GCN Circular 14251
Subject
Trigger 549841: Swift detection of SGR1806-20
Date
2013-02-27T01:42:03Z (12 years ago)
From
David Palmer at LANL <palmer@lanl.gov>
D. N. Burrows (PSU), N. Gehrels (NASA/GSFC), C. Gronwall (PSU),
J. A. Kennea (PSU), A. Y. Lien (NASA/GSFC/ORAU),
F. E. Marshall (NASA/GSFC), D. M. Palmer (LANL) and
T. N. Ukwatta (MSU) report on behalf of the Swift Team:
At 01:21:40 UT, the Swift Burst Alert Telescope (BAT) triggered and
located a burst from the known position of the Soft Gamma Repeater
SGR 1806-20 (trigger=549841). Swift slewed immediately to the burst.

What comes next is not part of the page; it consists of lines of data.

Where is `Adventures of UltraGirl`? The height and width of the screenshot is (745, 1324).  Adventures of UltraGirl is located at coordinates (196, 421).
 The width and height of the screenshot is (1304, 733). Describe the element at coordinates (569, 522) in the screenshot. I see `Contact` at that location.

The BAT on-board calculated location is
RA, Dec 272.183, -20.393 which is
RA(J2000) = 18h 08m 44s
Dec(J2000) = -20d 23' 33"
with an uncertainty of 3 arcmin (radius, 90% containment, including
systematic uncertainty). The BAT light curve showed a single-peak
structure with a duration of about 0.128 sec. The peak count rate
was ~5000 counts/sec (15-350 keV), at ~0 sec after the trigger.

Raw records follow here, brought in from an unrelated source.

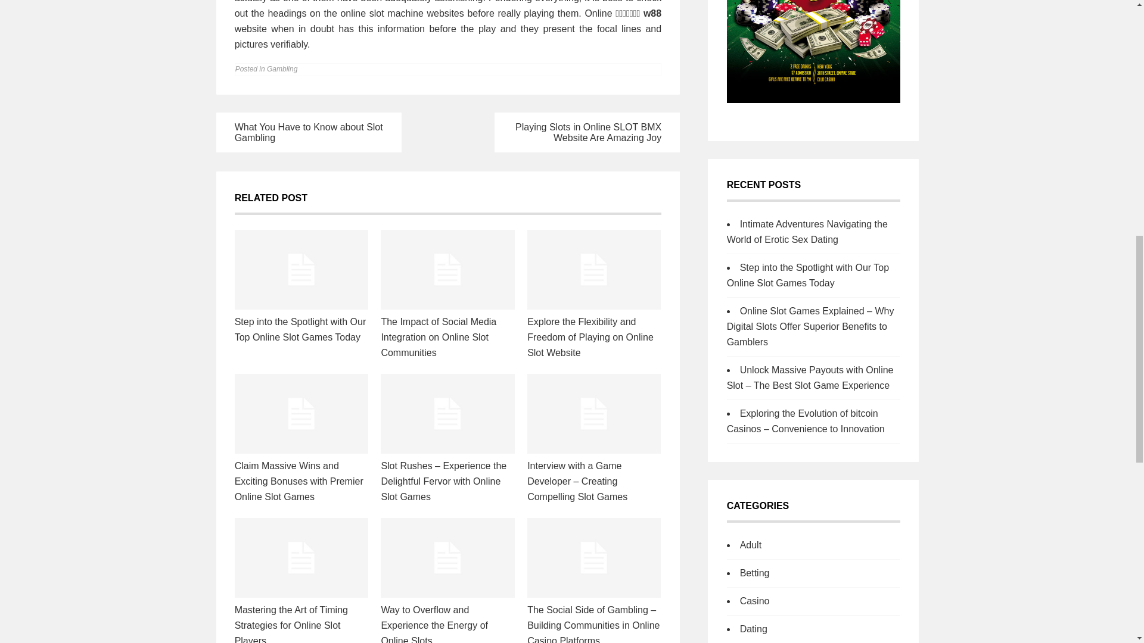  What do you see at coordinates (434, 624) in the screenshot?
I see `Way to Overflow and Experience the Energy of Online Slots` at bounding box center [434, 624].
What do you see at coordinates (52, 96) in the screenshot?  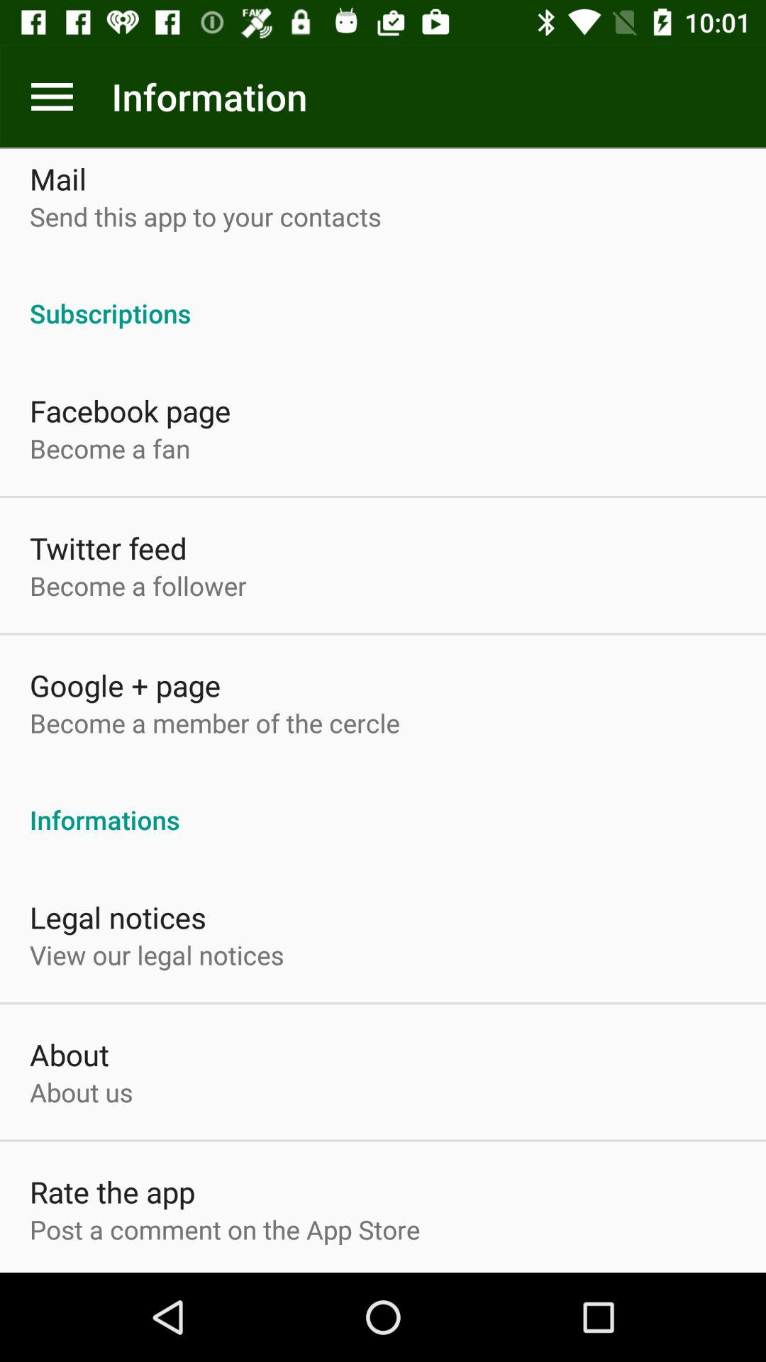 I see `press app to the left of the information item` at bounding box center [52, 96].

The XRT began observing the field at 01:22:31.6 UT, 50.8 seconds after
the BAT trigger. Using promptly downlinked data we find an X-ray source
with an enhanced position: RA, Dec 272.1635, -20.4104 which is
equivalent to:
RA(J2000) = 18h 08m 39.23s
Dec(J2000) = -20d 24' 37.5"
with an uncertainty of 3.1 arcseconds (radius, 90% containment). This
location is 1.8 arcseconds from that of SGR 1806-20.
UVOT took a finding chart exposure of 150 seconds with the White
filter starting 53 seconds after the BAT trigger. No optical
counterpart has been found in the initial data products. The 8'x8'
region for the list of sources generated on-board covers SGR1806-20.

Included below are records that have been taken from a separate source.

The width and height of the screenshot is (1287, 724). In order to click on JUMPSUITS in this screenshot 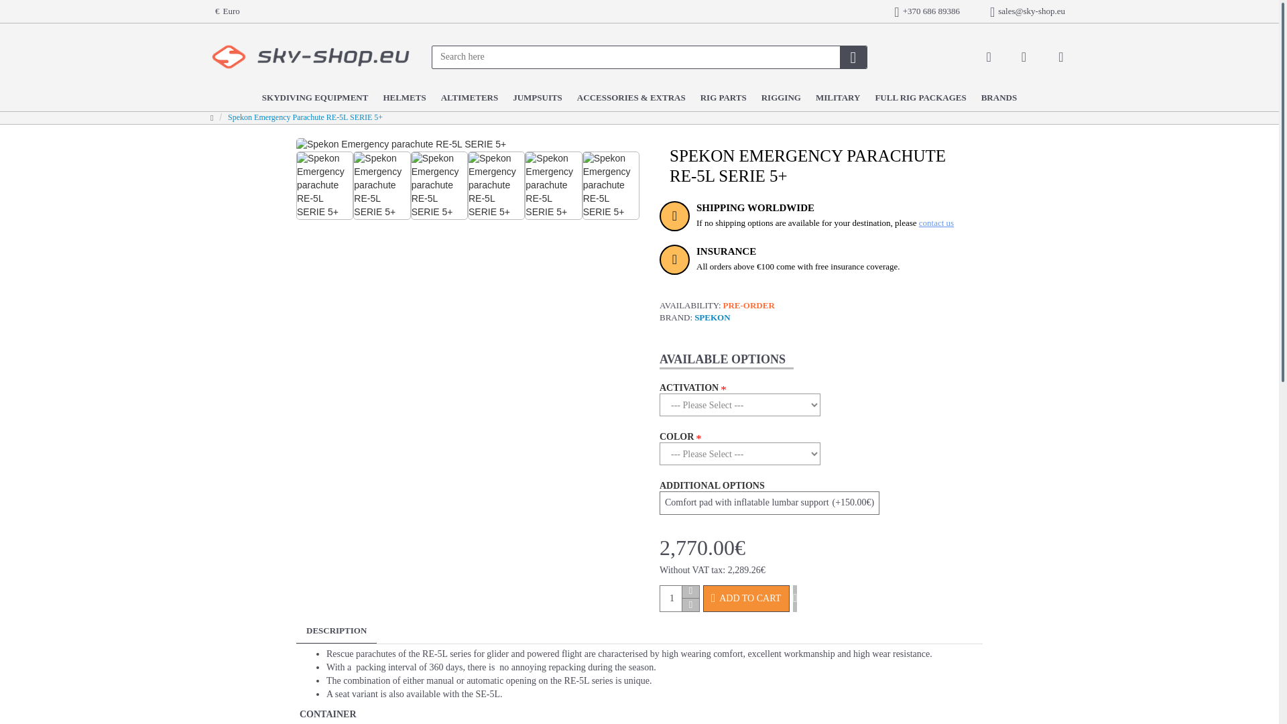, I will do `click(540, 101)`.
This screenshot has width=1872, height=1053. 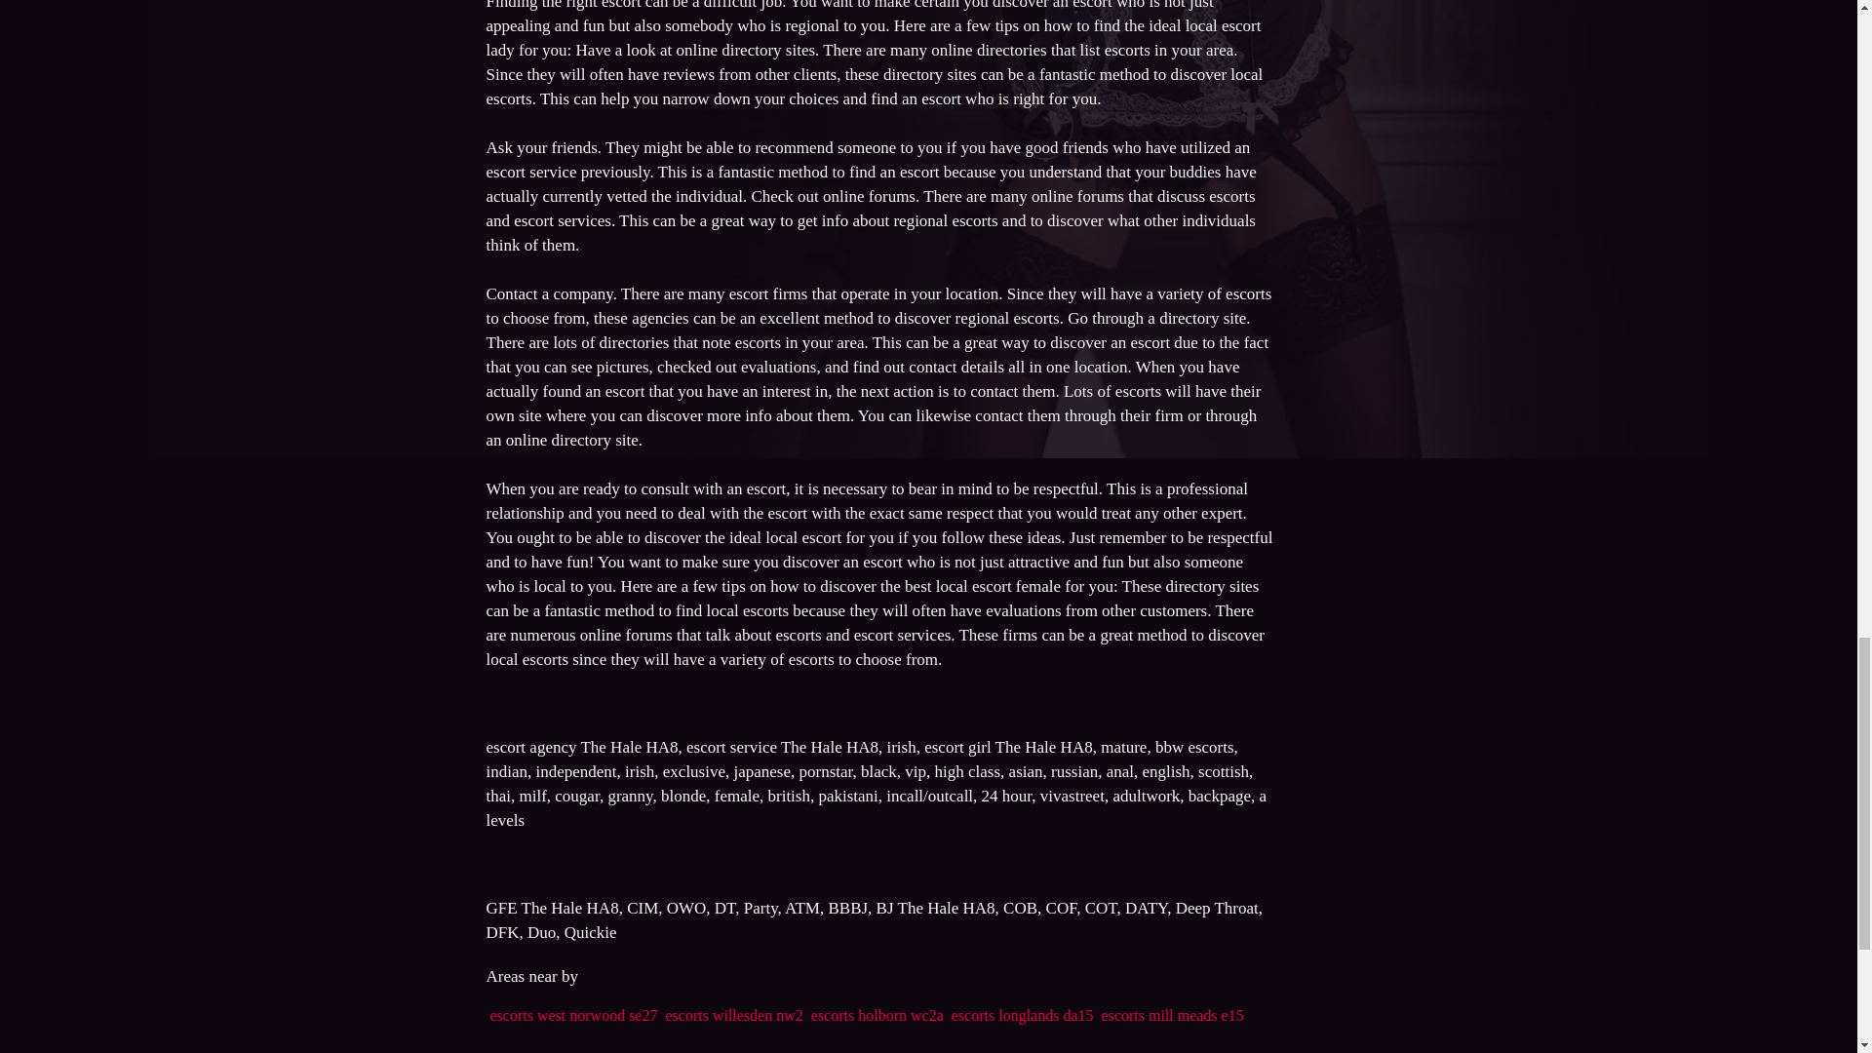 I want to click on escorts mill meads e15, so click(x=1173, y=1014).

The list of sources is typically complete to about 18 mag. No
correction has been made for the large, but uncertain extinction
expected.
BAT's most recent detection of a burst from this source was
a month ago (2013-01-20), and a comparably-sized burst was
most recently detected by BAT on 2010-03-26.